To measure projected costs and benefits of the proposed HMDA changes, the CFPB compared projected outcomes to a baseline consisting of “the state of the world before implementation” of the new rule.  However, the bureau also acknowledged that it does not have a reliable basis from which to estimate costs.

The CFPB concluded that “one-time costs to begin reporting could be substantial (as high as $100,000 for small, low complexity institutions) and ongoing annual reporting costs would be under $10,000 per year.”

For this reason, the bureau decided to avoid imposing the new reporting requirements on financial institutions that originate fewer than 100 open-end loans. By their calculus, this would eliminate reporting requirements for about 3,000 smaller-sized institutions with low volume and would require reporting by only about 749 financial institutions, all but 24 of which would also report on their closed-end mortgage lending.  Of course, their analysis focused on depository institutions and appears silent on the subject of nondepository institutions, which is the domain of hard money lenders.

The bureau’s analysis is what led to a final rule with the 25 closed-end or 100 open-end (subsequently amended to 500 open-end) threshold.

Amazingly, the bureau also somehow concluded: “In no event does the Bureau anticipate that consumers will experience reduced access to credit as a result of these changes” and “the Bureau believes that none of the changes is likely to have an adverse impact on consumers in rural areas.”

Cost-Benefit from a Hard Money Lender’s Perspective
In retrospect, it is mystifying how hard money lenders got grouped into 40 years of HMDA, or consumer, regulation.
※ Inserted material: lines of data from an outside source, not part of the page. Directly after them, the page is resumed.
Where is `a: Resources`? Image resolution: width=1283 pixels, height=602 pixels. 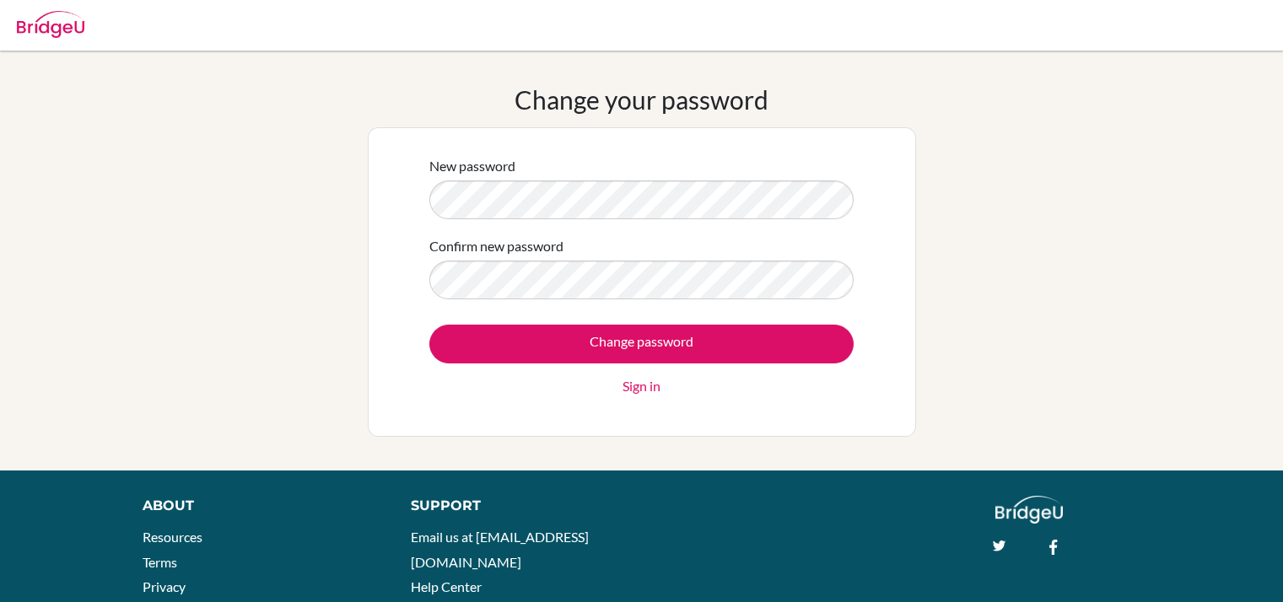 a: Resources is located at coordinates (172, 536).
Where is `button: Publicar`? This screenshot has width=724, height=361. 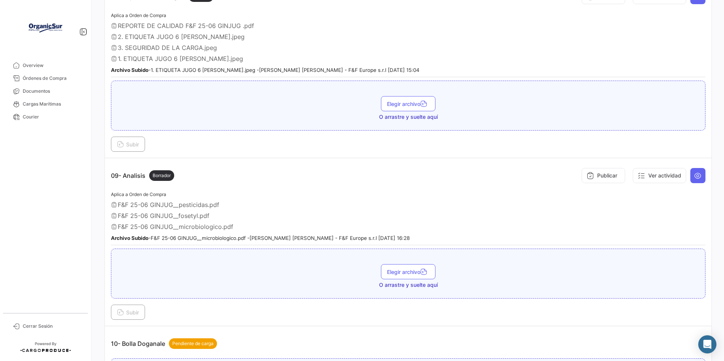
button: Publicar is located at coordinates (603, 176).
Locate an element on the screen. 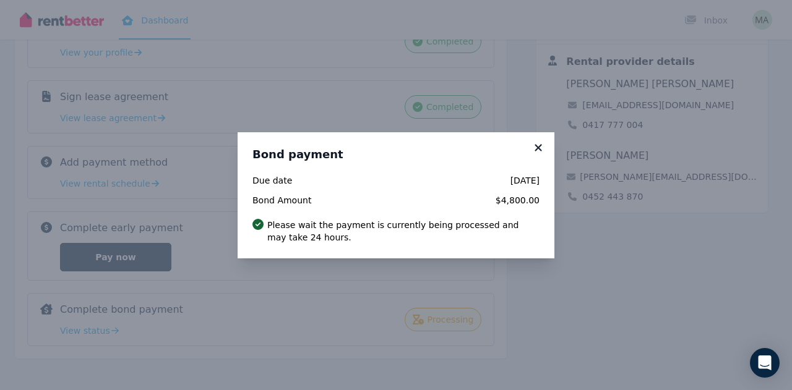 The height and width of the screenshot is (390, 792). h3: Bond payment is located at coordinates (396, 155).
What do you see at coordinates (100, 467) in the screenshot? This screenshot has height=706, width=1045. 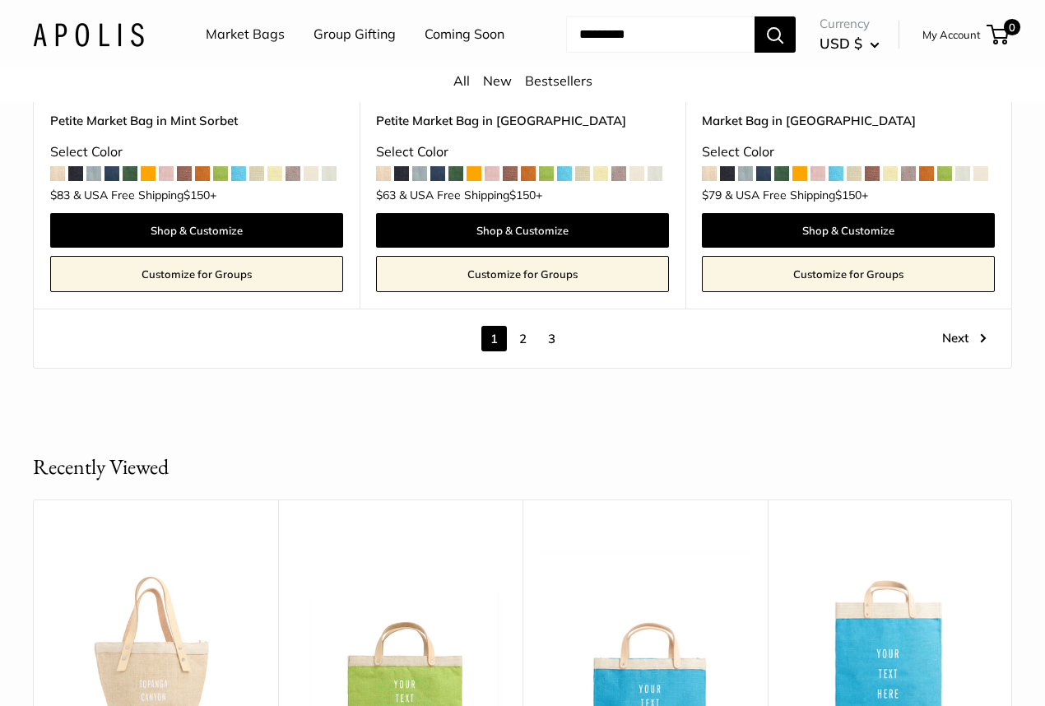 I see `h2: Recently Viewed` at bounding box center [100, 467].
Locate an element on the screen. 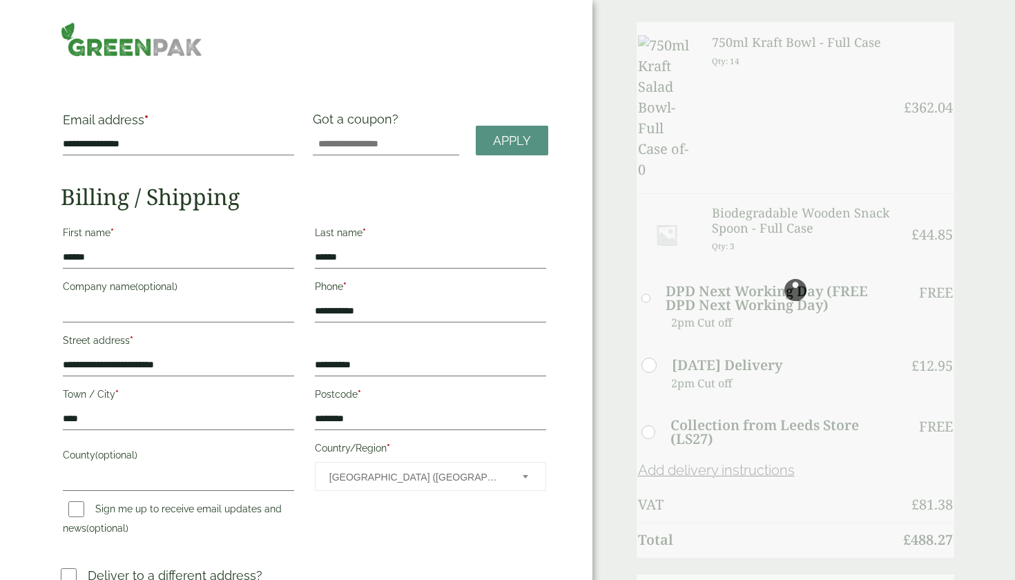 Image resolution: width=1015 pixels, height=580 pixels. label: Sign me up to receive email updates and news is located at coordinates (172, 521).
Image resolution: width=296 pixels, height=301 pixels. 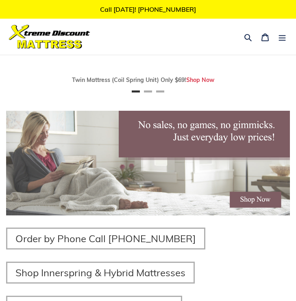 I want to click on button: Page 1, so click(x=136, y=91).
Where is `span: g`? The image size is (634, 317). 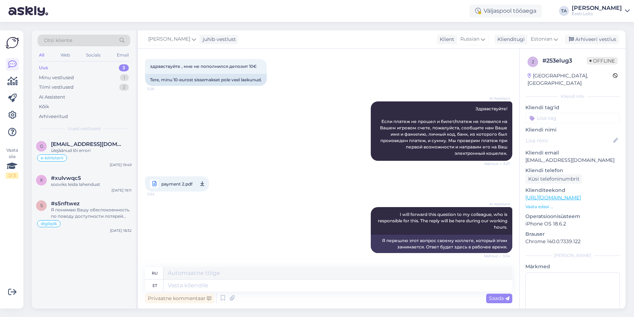
span: g is located at coordinates (41, 146).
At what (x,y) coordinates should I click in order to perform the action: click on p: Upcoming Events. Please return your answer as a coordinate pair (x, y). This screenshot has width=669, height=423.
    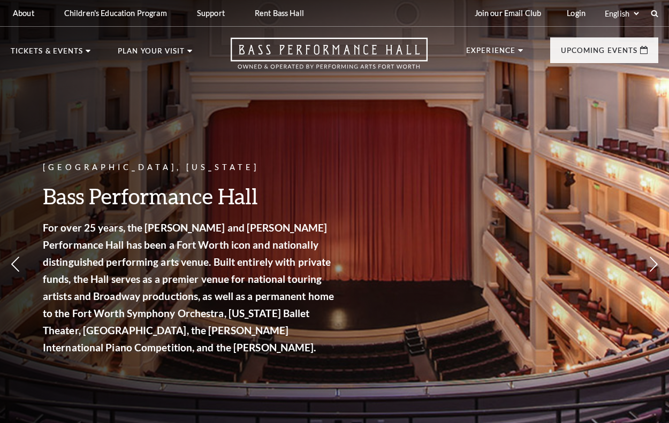
    Looking at the image, I should click on (599, 53).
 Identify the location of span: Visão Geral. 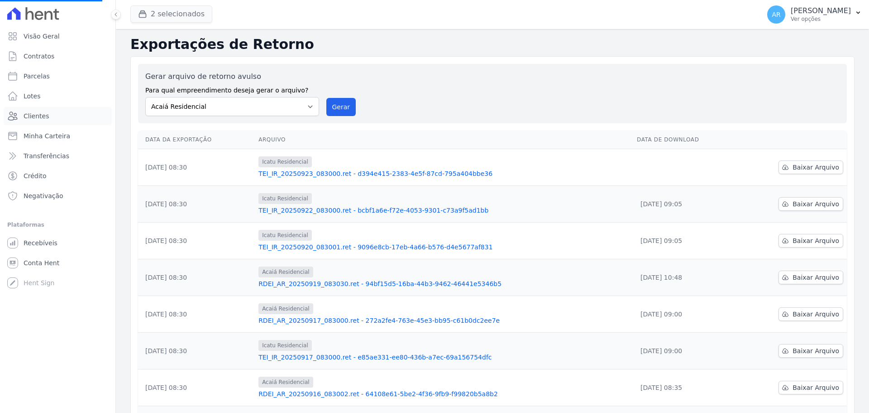
(42, 36).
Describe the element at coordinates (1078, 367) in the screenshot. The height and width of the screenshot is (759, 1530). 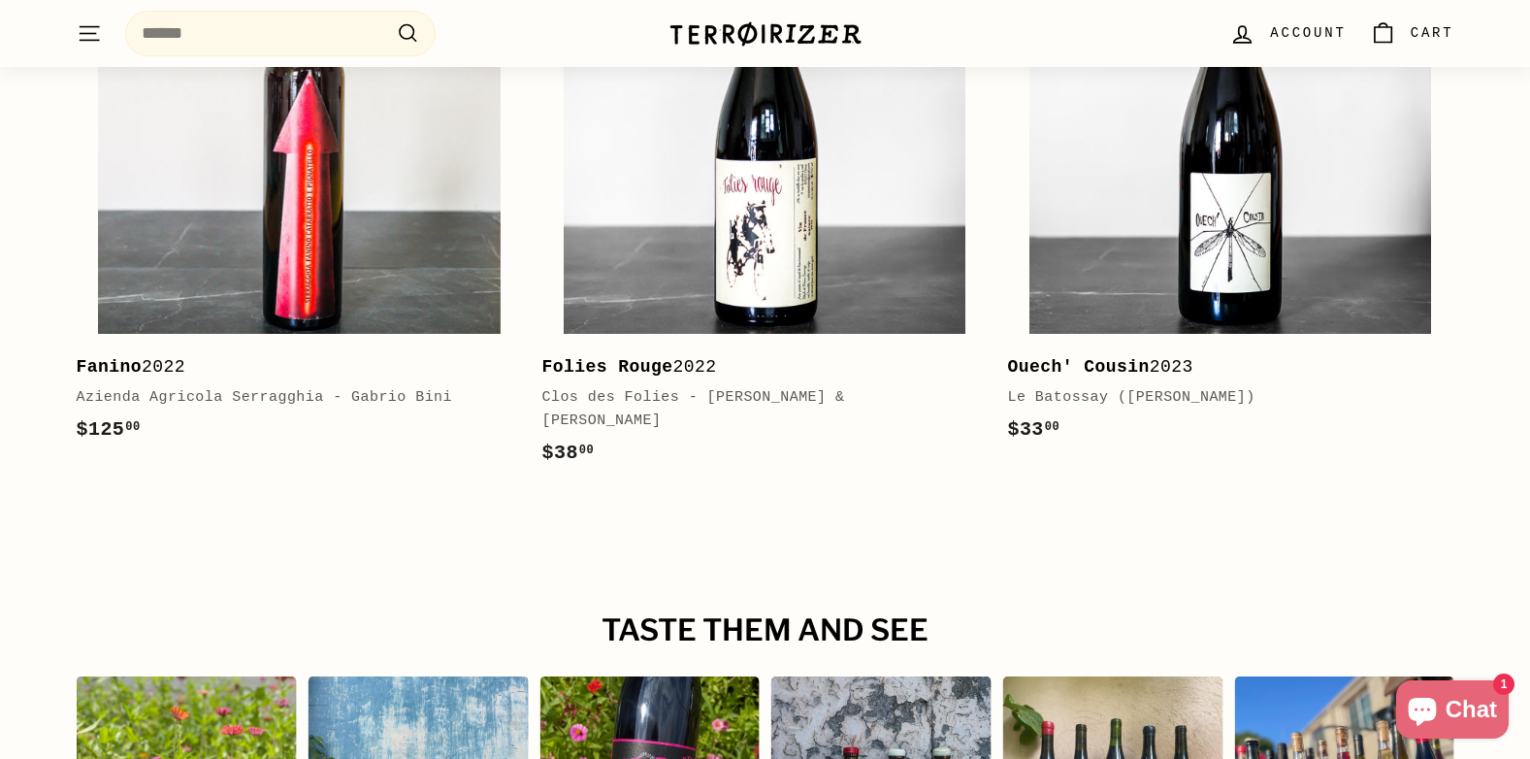
I see `b: Ouech' Cousin` at that location.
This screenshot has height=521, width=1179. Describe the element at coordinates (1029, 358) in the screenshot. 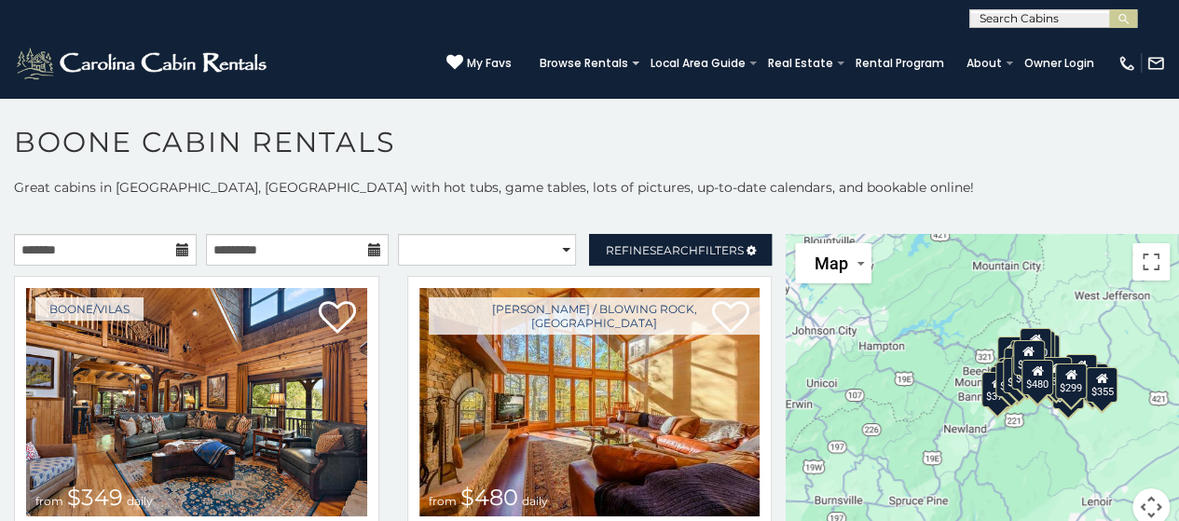

I see `div: $349` at that location.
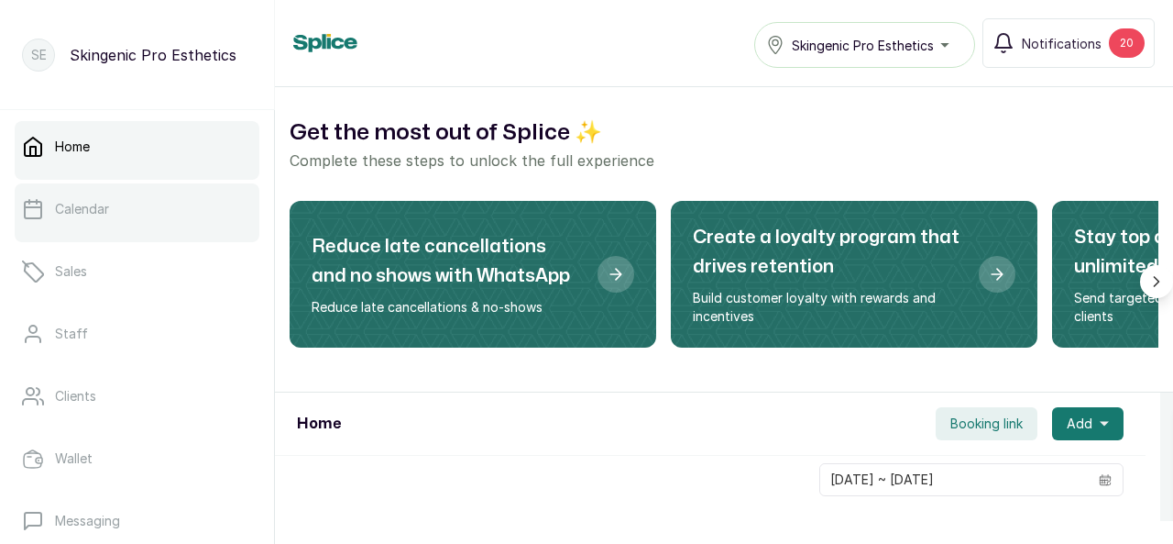 The image size is (1173, 544). I want to click on h2: Reduce late cancellations and no shows with WhatsApp, so click(447, 261).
While the CFPB advertised the proposed rule changes and received 51 comments, none of them appear to have been submitted by hard money lenders.

In fact, it appears this entire class of “nondepository financial institution” was left out of the HMDA rule-changing process. If there were to be benefits for hard money borrowers, then presumably they would have been reported. But nowhere in the U.S. Federal Register will you find a single reference to benefits for hard money borrowers. Frankly, you won’t find cited sources of abuse in the business-purpose loan category either.

Conversely, you will find the bureau’s conclusion that it costs small financial institutions about $100,000 to set up HMDA reporting systems plus about $8,400 annually. Since the hard money industry consists of thousands of micro lenders that predominantly originate more than 25 closed-end loans annually, most are subject to all the expense of adoption, but none are afforded the 500 open-end loan threshold relief granted to multibillion-dollar depository institutions and credit unions.

It’s one thing to highlight an apparent lack of equity in how the new rules are applied, but the more absurd observation is that no one apparently benefits. More likely, it’s just a giant data crunch and part of a never-ending, escalating regulatory cycle.

Moreover, standard economic theory, which is quoted liberally in the bureau’s cost-benefit analysis, predicts that in a market where financial institutions are profit maximizers, lenders will pass on to consumers the increased costs imposed by added HMDA regulation.

If hard money lenders can pass on over $100,000 in costs, then the bureau’s conclusion that “none of the changes is likely to have an adverse impact on consumers in rural areas” is deeply flawed. And if they can’t pass on the costs, then some lenders will pull up stakes and quit the business, in which case the bureau’s other conclusion that “consumers will not experience reduced access to credit” is also deeply flawed.

Beyond the technical, there is the obvious. There doesn’t appear to be any regulatory fire, but this is a case where the hard money lending industry nevertheless got hosed.